(TASK REQUIREMENTS)
Retype the listing below line for line, but only from the line with "has width=1010, height=568." down to the line with "pyautogui.click(x=<x>, y=<y>)", inclusive. Pictures stay out.

(DATA EXCERPTS)
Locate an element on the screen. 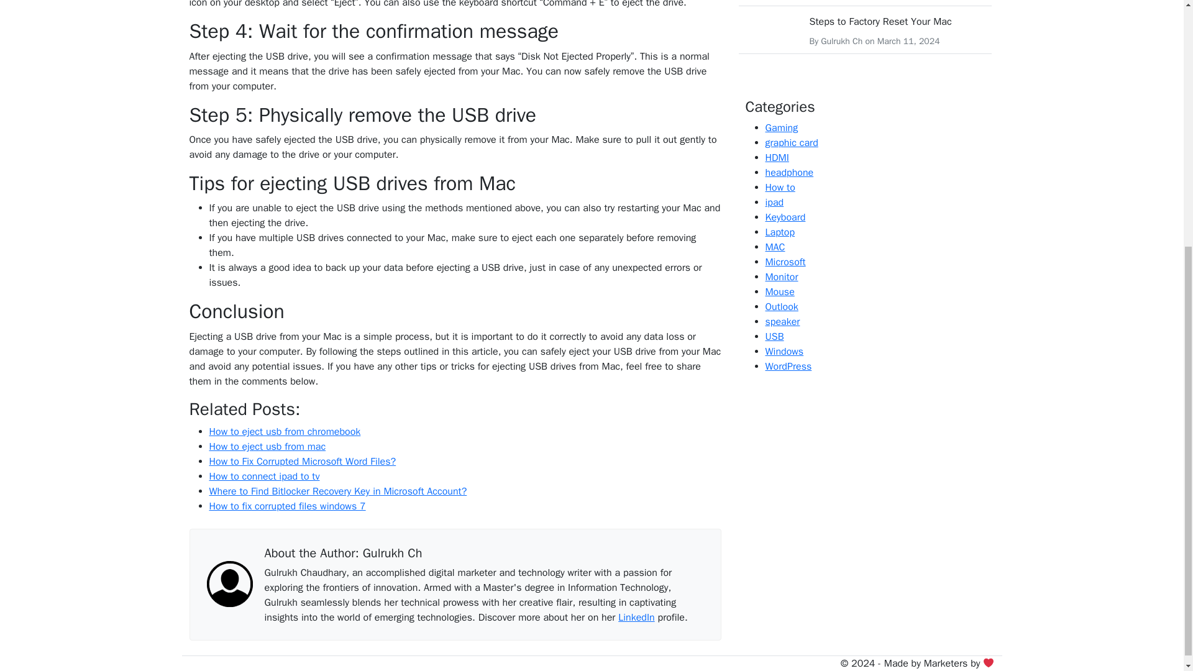 The width and height of the screenshot is (1193, 671). ipad is located at coordinates (774, 203).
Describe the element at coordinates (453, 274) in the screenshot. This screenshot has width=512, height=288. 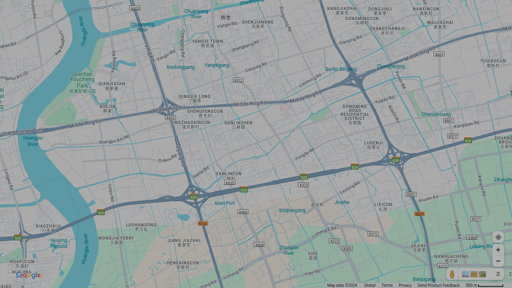
I see `Show Street View coverage` at that location.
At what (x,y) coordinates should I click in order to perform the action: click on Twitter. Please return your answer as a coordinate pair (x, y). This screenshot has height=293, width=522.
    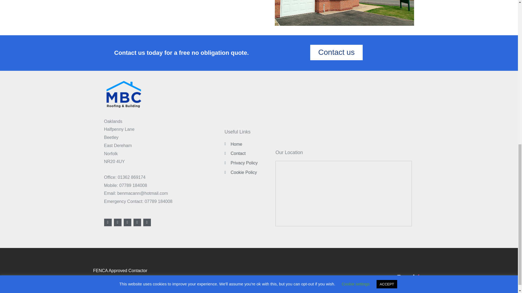
    Looking at the image, I should click on (117, 222).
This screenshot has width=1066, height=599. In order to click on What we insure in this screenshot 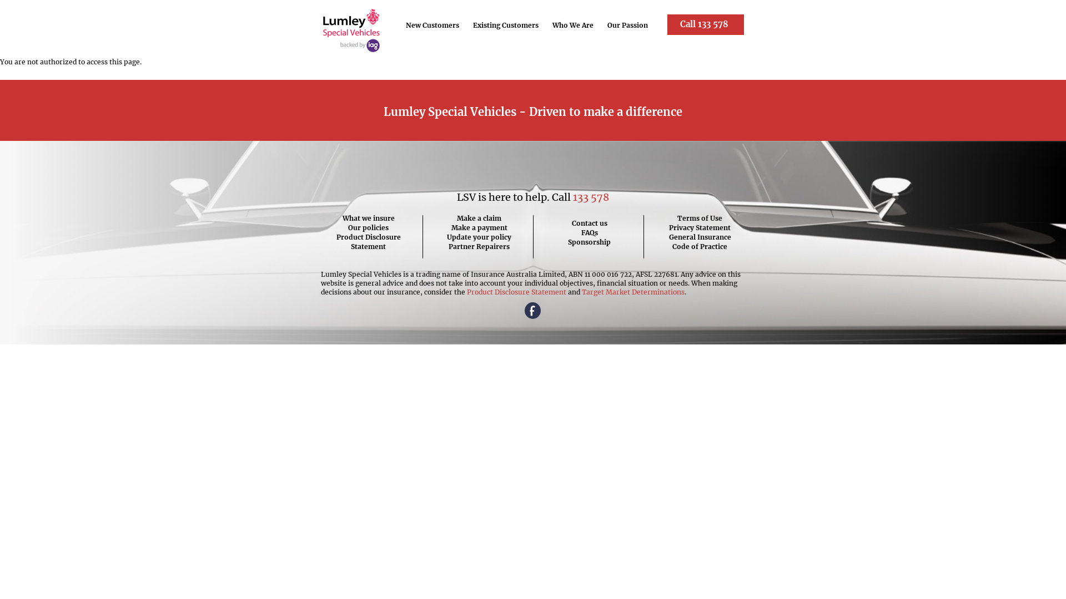, I will do `click(369, 218)`.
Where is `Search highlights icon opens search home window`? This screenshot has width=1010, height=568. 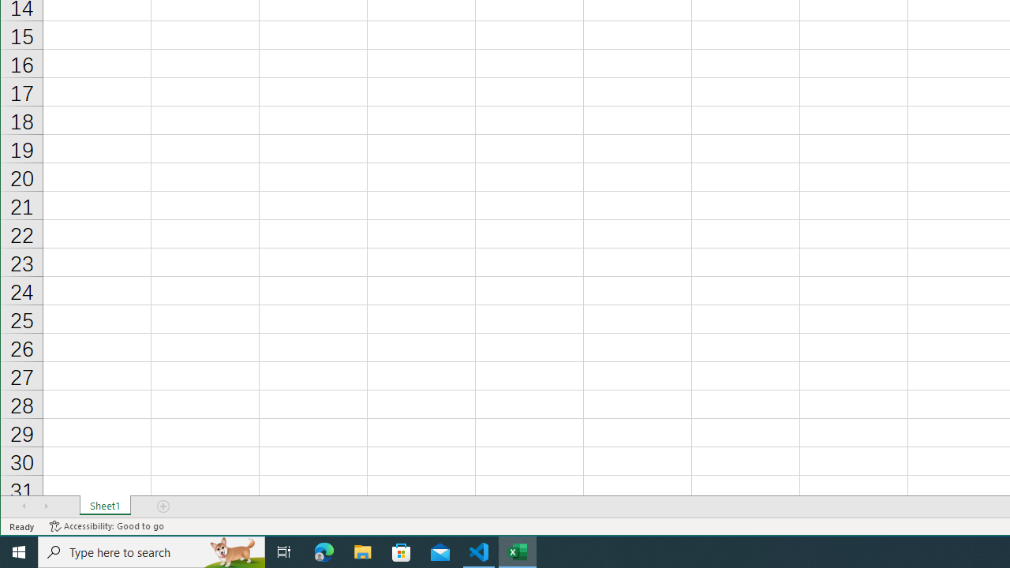
Search highlights icon opens search home window is located at coordinates (234, 553).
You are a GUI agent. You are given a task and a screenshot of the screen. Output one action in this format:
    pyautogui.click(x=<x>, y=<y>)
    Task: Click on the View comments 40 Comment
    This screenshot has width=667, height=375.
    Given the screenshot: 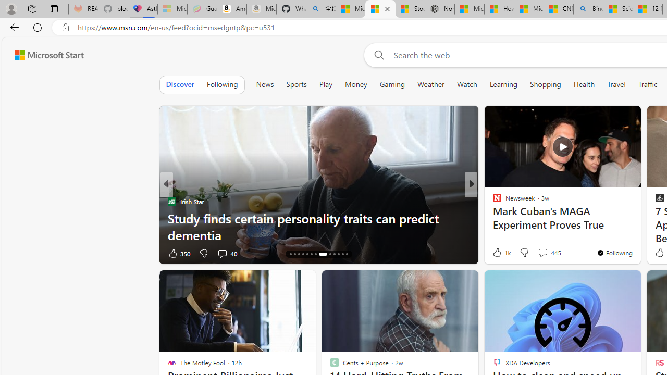 What is the action you would take?
    pyautogui.click(x=222, y=253)
    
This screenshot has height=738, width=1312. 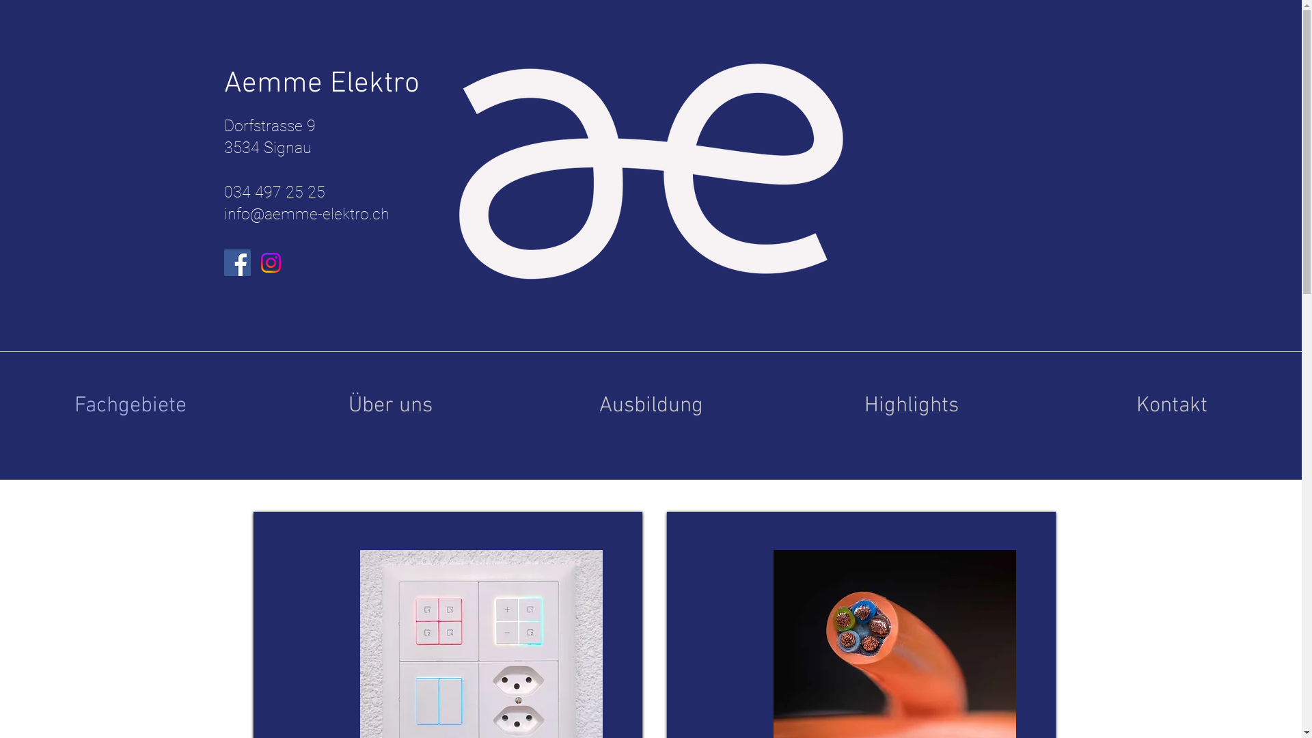 I want to click on Fachgebiete, so click(x=130, y=406).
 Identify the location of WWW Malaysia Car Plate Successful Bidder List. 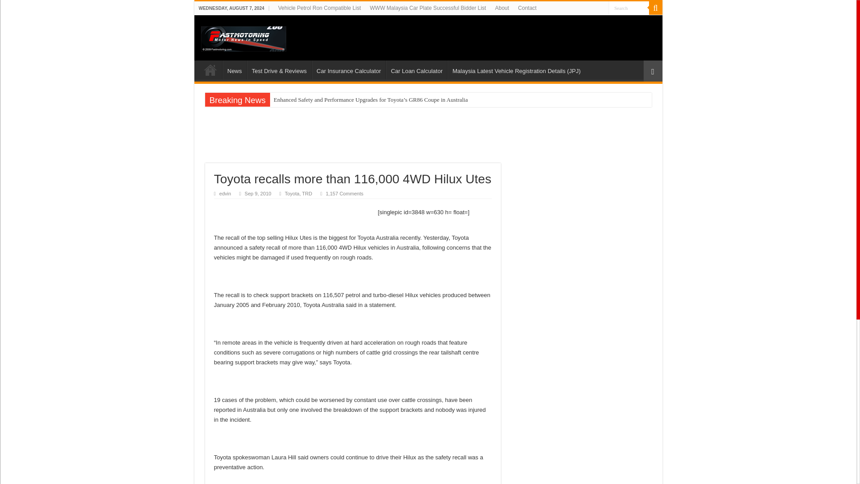
(428, 8).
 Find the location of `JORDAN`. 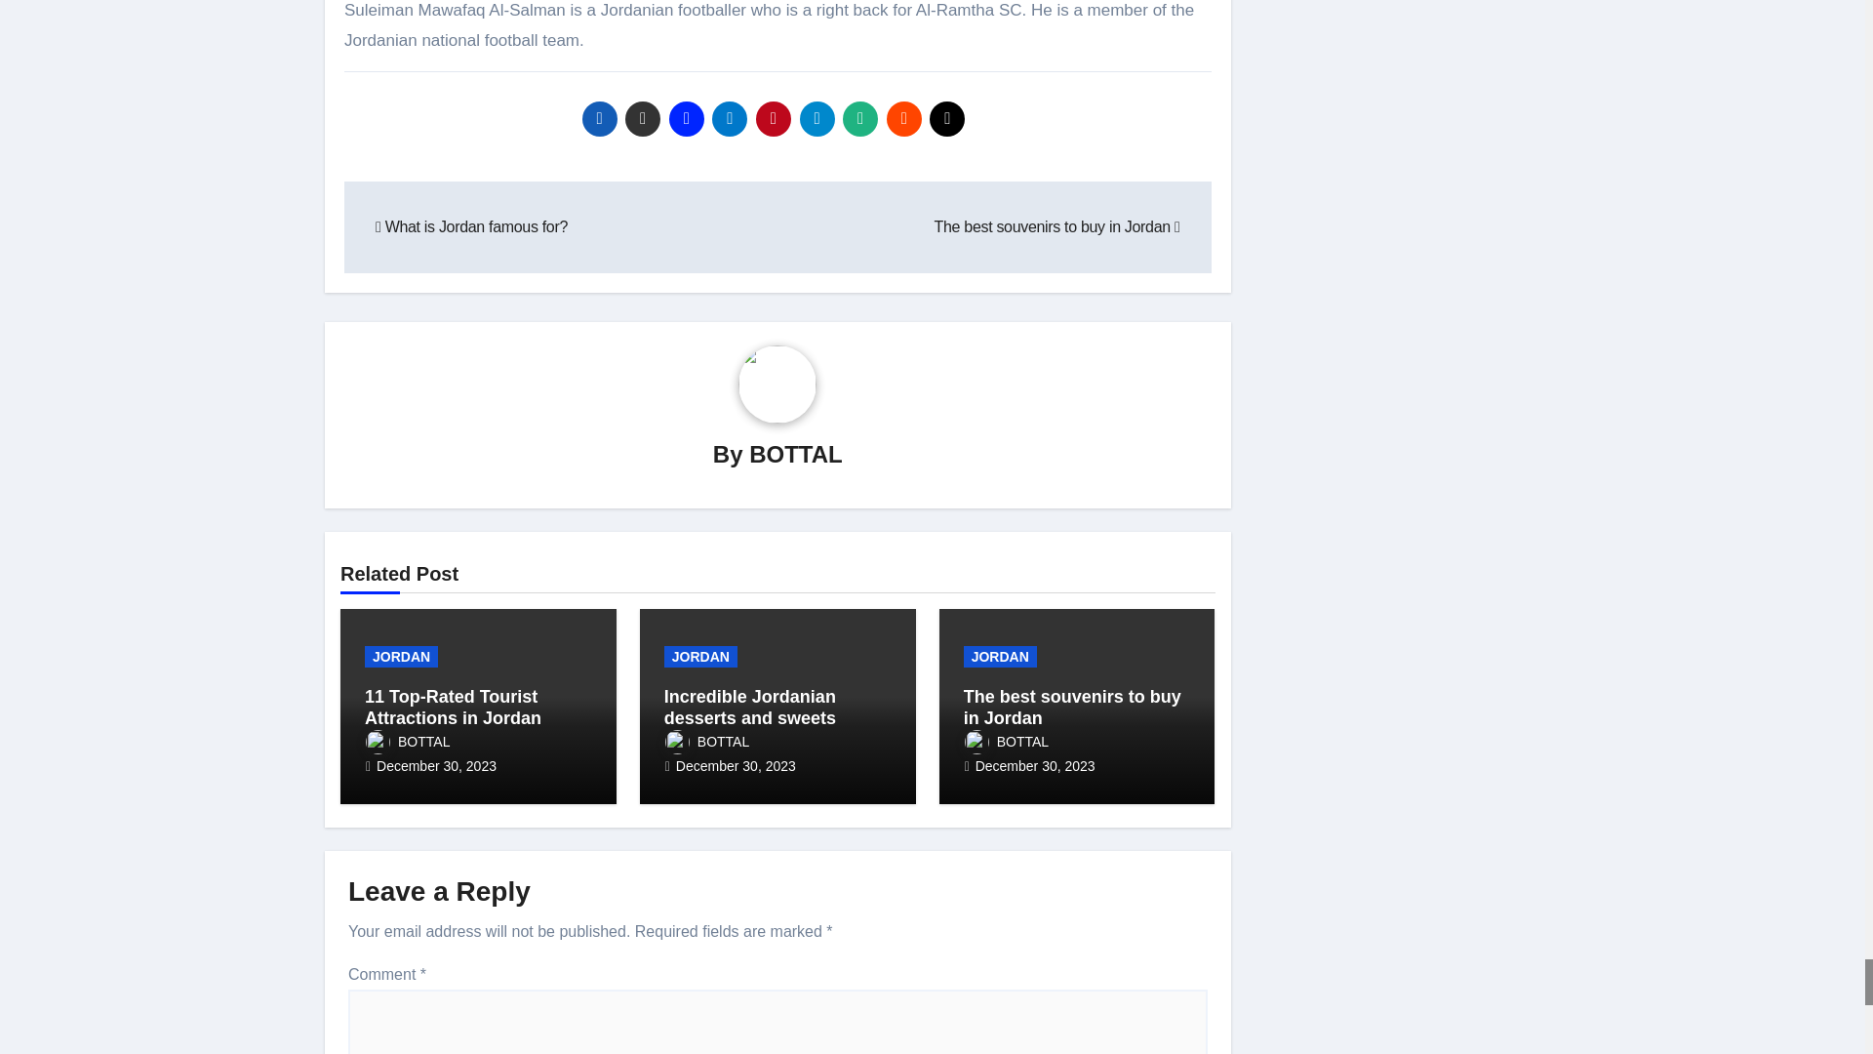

(OUTPUT FOR THIS EXERCISE)
Where is `Search highlights icon opens search home window`? This screenshot has width=1010, height=568. 
Search highlights icon opens search home window is located at coordinates (234, 553).
You are a GUI agent. You are given a task and a screenshot of the screen. Output one action in this format:
    pyautogui.click(x=<x>, y=<y>)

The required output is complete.